Reprinted with permission from the Zionsville Times Sentinel, LIVESMART, Wednesday, September, 12, 2007
In my 25 years of experience in Chinese treatments and medicines, this is the first time I’ve felt compelled to talk about the changes taking place in The People’s Republic of China.
In May 2007, I took my boys, Akis, 13, and Dennis, 11, and my friend Connie to introduce them to the country in which I spent nine years studying Western and Chinese medicines. It was not the first time I had returned to China. Five years ago, I was there to hear about the latest research in Chinese medicine at Hangzhou Zheng Jiang Zheng Jiang Yi Xue Yuan, one of the country’s largest schools of traditional Chinese medicine.
While in Beijing, I found my former school, Beijing Medical University, now called Beijing University Health and Science Center. I didn’t recognize a single building. There was a new science center, library and foreign students’ dorm. The teaching hospital had been replaced by a state-of-the-art, multilevel building.
I met with Professor Han Ji Sheng, Director of the Neuroscience Research Institute of Beijing Medical University. For 42 years, he’s researched the neurochemical basis of pain relief using acupuncture. For the last 15 years, he’s also researched the clinical effects of withdrawal in the addicted. Today, he’s involved in a National Institute of Health/National Institute of Drug Abuse study on alternative therapies for alcohol and drug abuse and the prevention of cocaine relapse using electro acupuncture. He is also a visiting professor at Harvard University’s Center for Alternative Medicine.
After talking with Professor Han, I became interested in studying how to suppress withdrawal symptoms in those taking morphine and other opioids. Professor Han encouraged me to apply for a National Institutes of Health grant to support the study. Most striking on this year’s trip, however, were the dramatic changes in both Shanghai, in the south, and the capital, Beijing, in the north. Back in 2002, Shanghai looked almost like cosmopolitan Hong Kong. But Beijing still had a conservative northern look, with bicycles and vendors on the streets, and ancient narrow alleyways and parks side-by-side with apartment complexes, small shops and restaurants. It was a friendly and relaxing environment. The cost of living was quite affordable for locals and visitors, but I sensed concern about where the city was headed.
I observed that changes in politics, new laws, stricter regulations and opportunism have erupted in the last five years. I thought Beijing, as the capital, would preserve its cultural traditions. After all, the south had always rebelled from the north. The north was always known for being conservative and slow-to-change. But today, its economy, people, streets and buildings have changed. In my wildest dreams, 1 never imagined I would visit a modern Beijing. I would even compare it to New York City!

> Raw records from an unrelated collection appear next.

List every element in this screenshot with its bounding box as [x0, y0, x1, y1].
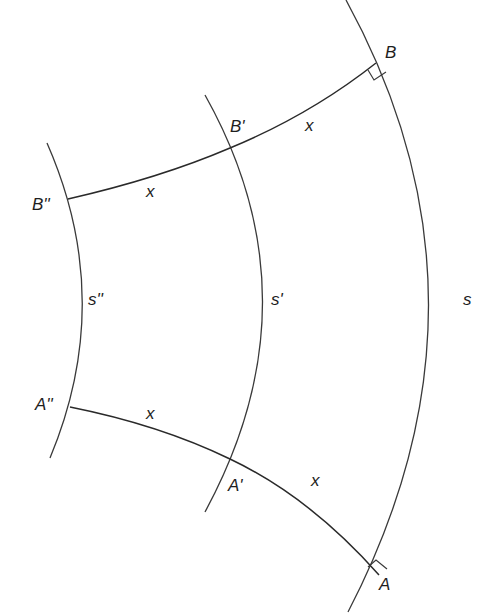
label-point-a-double-prime: A'' — [34, 395, 54, 414]
label-point-b-double-prime: B'' — [32, 195, 51, 214]
label-point-b-prime: B' — [230, 117, 245, 136]
label-point-a-prime: A' — [227, 476, 243, 495]
label-point-a: A — [378, 575, 390, 594]
label-segment-x-top-left: x — [145, 182, 155, 201]
label-point-b: B — [385, 43, 396, 62]
geodesic-top — [68, 63, 376, 199]
curve-s — [346, 0, 429, 612]
label-curve-s-prime: s' — [271, 290, 284, 309]
geodesic-bottom — [70, 407, 379, 575]
label-curve-s-double-prime: s'' — [88, 290, 104, 309]
label-segment-x-top-right: x — [304, 116, 314, 135]
label-curve-s: s — [463, 290, 472, 309]
right-angle-marker-a — [368, 560, 387, 569]
diagram-canvas: B B' B'' A'' A' A s s' s'' x x x x — [0, 0, 499, 614]
label-segment-x-bottom-right: x — [310, 471, 320, 490]
curve-s-prime — [205, 95, 263, 512]
label-segment-x-bottom-left: x — [145, 404, 155, 423]
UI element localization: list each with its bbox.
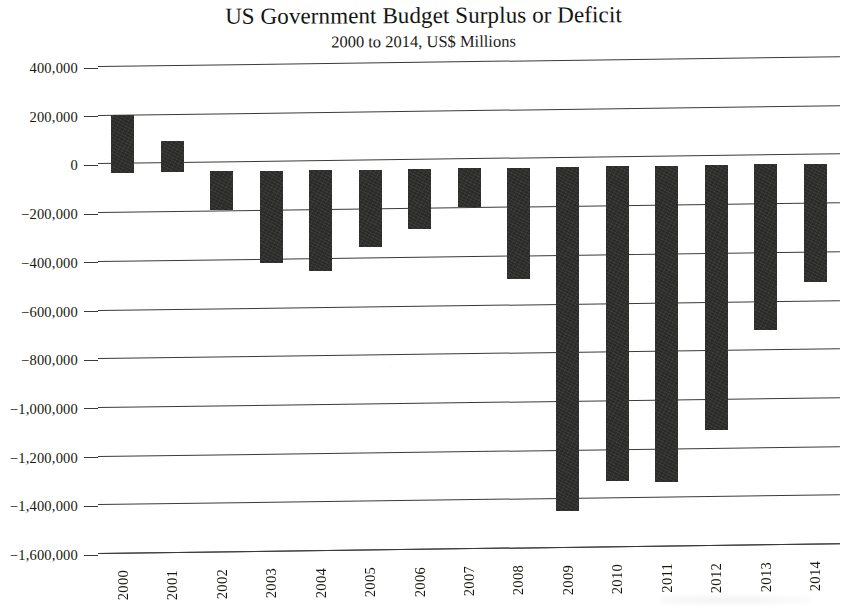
bar-2007 [458, 168, 481, 207]
y-tick-mark [84, 506, 98, 507]
bar-2001 [161, 141, 184, 172]
y-tick-mark [84, 311, 98, 312]
y-tick-mark [84, 262, 98, 263]
gridline [98, 348, 840, 359]
bar-2004 [309, 170, 332, 271]
y-tick-mark [84, 555, 98, 556]
y-axis-tick-label: 0 [0, 157, 78, 174]
x-axis-tick-label: 2011 [659, 563, 676, 593]
bar-2005 [359, 170, 382, 247]
y-axis-tick-label: −400,000 [0, 254, 78, 271]
x-axis-tick-label: 2007 [461, 566, 478, 596]
y-tick-mark [84, 165, 98, 166]
x-axis-tick-label: 2010 [609, 564, 626, 594]
y-axis-tick-label: −1,000,000 [0, 400, 78, 417]
x-axis-tick-label: 2013 [758, 562, 775, 592]
bar-2012 [705, 165, 728, 430]
x-axis-tick-label: 2012 [708, 563, 725, 593]
x-axis-tick-label: 2006 [412, 567, 429, 597]
plot-area: 400,000200,0000−200,000−400,000−600,000−… [0, 0, 847, 611]
bar-2009 [556, 167, 579, 511]
y-tick-mark [84, 457, 98, 458]
x-axis-tick-label: 2004 [313, 568, 330, 598]
gridline [98, 56, 840, 67]
x-axis-tick-label: 2005 [362, 567, 379, 597]
bar-2010 [606, 166, 629, 481]
y-tick-mark [84, 214, 98, 215]
x-axis-tick-label: 2003 [263, 568, 280, 598]
bar-2003 [260, 171, 283, 263]
bar-2000 [111, 115, 134, 172]
y-tick-mark [84, 360, 98, 361]
y-axis-tick-label: −1,600,000 [0, 547, 78, 564]
x-axis-tick-label: 2000 [115, 570, 132, 600]
y-tick-mark [84, 68, 98, 69]
bar-2013 [754, 164, 777, 330]
x-axis-tick-label: 2001 [164, 570, 181, 600]
gridline [98, 446, 840, 457]
x-axis-tick-label: 2014 [807, 561, 824, 591]
chart-figure: US Government Budget Surplus or Deficit … [0, 0, 847, 611]
y-axis-tick-label: 400,000 [0, 60, 78, 77]
x-axis-tick-label: 2002 [214, 569, 231, 599]
y-axis-tick-label: −800,000 [0, 352, 78, 369]
scan-smudge [660, 596, 810, 604]
y-axis-tick-label: −1,200,000 [0, 449, 78, 466]
plot-canvas: 400,000200,0000−200,000−400,000−600,000−… [98, 66, 840, 553]
y-axis-tick-label: −1,400,000 [0, 498, 78, 515]
x-axis-line [98, 543, 840, 554]
y-tick-mark [84, 408, 98, 409]
y-axis-tick-label: −200,000 [0, 206, 78, 223]
gridline [98, 251, 840, 262]
y-tick-mark [84, 116, 98, 117]
gridline [98, 495, 840, 506]
bar-2008 [507, 168, 530, 280]
x-axis-tick-label: 2009 [560, 565, 577, 595]
y-axis-tick-label: 200,000 [0, 108, 78, 125]
bar-2011 [655, 166, 678, 483]
gridline [98, 397, 840, 408]
x-axis-tick-label: 2008 [510, 565, 527, 595]
y-axis-tick-label: −600,000 [0, 303, 78, 320]
bar-2002 [210, 171, 233, 209]
gridline [98, 105, 840, 116]
gridline [98, 300, 840, 311]
gridline [98, 154, 840, 165]
bar-2014 [804, 164, 827, 282]
bar-2006 [408, 169, 431, 229]
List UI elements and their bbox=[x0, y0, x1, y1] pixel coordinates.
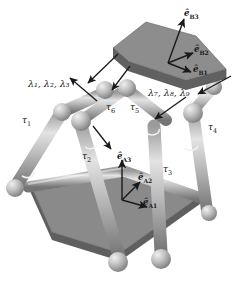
tau2-indicator-arrow bbox=[93, 126, 111, 149]
mechanism-drawing bbox=[0, 0, 241, 284]
label-tau-4: τ4 bbox=[208, 123, 217, 134]
label-e-b2: êB2 bbox=[194, 45, 209, 56]
joint-top-a bbox=[96, 81, 114, 99]
lambda-arrow-left-upper bbox=[88, 54, 118, 83]
figure-canvas: τ1 τ2 τ3 τ4 τ5 τ6 λ₁, λ₂, λ₃ λ₇, λ₈, λ₉ … bbox=[0, 0, 241, 284]
label-tau-3: τ3 bbox=[163, 165, 172, 176]
label-e-b1: êB1 bbox=[193, 65, 208, 76]
joint-mid-c bbox=[183, 103, 203, 123]
joint-base-right bbox=[201, 205, 217, 221]
label-e-a1: êA1 bbox=[143, 198, 157, 209]
joint-base-left bbox=[6, 179, 24, 197]
label-e-b3: êB3 bbox=[184, 9, 199, 20]
label-e-a3: êA3 bbox=[117, 152, 131, 163]
leg-3-lower bbox=[154, 126, 161, 252]
label-tau-1: τ1 bbox=[22, 116, 31, 127]
label-tau-5: τ5 bbox=[130, 103, 139, 114]
label-lambda-group-left: λ₁, λ₂, λ₃ bbox=[28, 79, 70, 89]
joint-base-bottom-2 bbox=[151, 249, 171, 269]
label-tau-6: τ6 bbox=[106, 103, 115, 114]
joint-mid-a bbox=[53, 103, 71, 121]
joint-top-b bbox=[118, 79, 136, 97]
label-lambda-group-right: λ₇, λ₈, λ₉ bbox=[148, 88, 190, 98]
label-tau-2: τ2 bbox=[82, 152, 91, 163]
label-e-a2: êA2 bbox=[138, 173, 152, 184]
joint-base-bottom-1 bbox=[108, 252, 128, 272]
joint-mid-b bbox=[71, 111, 91, 131]
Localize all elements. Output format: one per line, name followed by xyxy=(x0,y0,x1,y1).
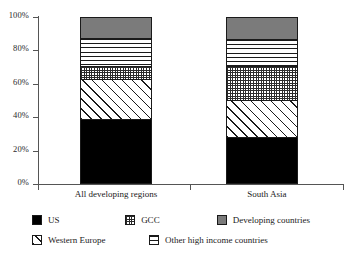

The streets are six-lane highways with high-end cars no more than five-years old — mostly European models made in China with names like Mercedes, BMW, Audi, and Volkswagen. Virtually everyone carried a satellite cell phone. New buses were everywhere, taking smart cards for payment, and featuring flat-screen TVs and air conditioning. Grand, multi-level • department stores offered name-brand products and a Starbucks coffee shop sat on every corner. Restaurants offered free drinks while customers waited to be. seated; some even provided complementary manicures for the ladies. When asking for directions, I was told that every three months a new map of Beijing is needed to update its changing face.
The third week of our trip we visited Hangzhou, which I remembered as the most beautiful city in the country. But now it was nothing like what I remembered from five years earlier. It all looked new. What had happened to that beautiful, old city? What had happened to the countryside? It was all gone. I instead saw pedestrian bridges, six-lane highways and new architecture. Along with these advances, both prices and air pollution have risen.
Overall, my trip to China was amazing. I thoroughly enjoyed seeing this new world, and while there I was given a new direction in my own life.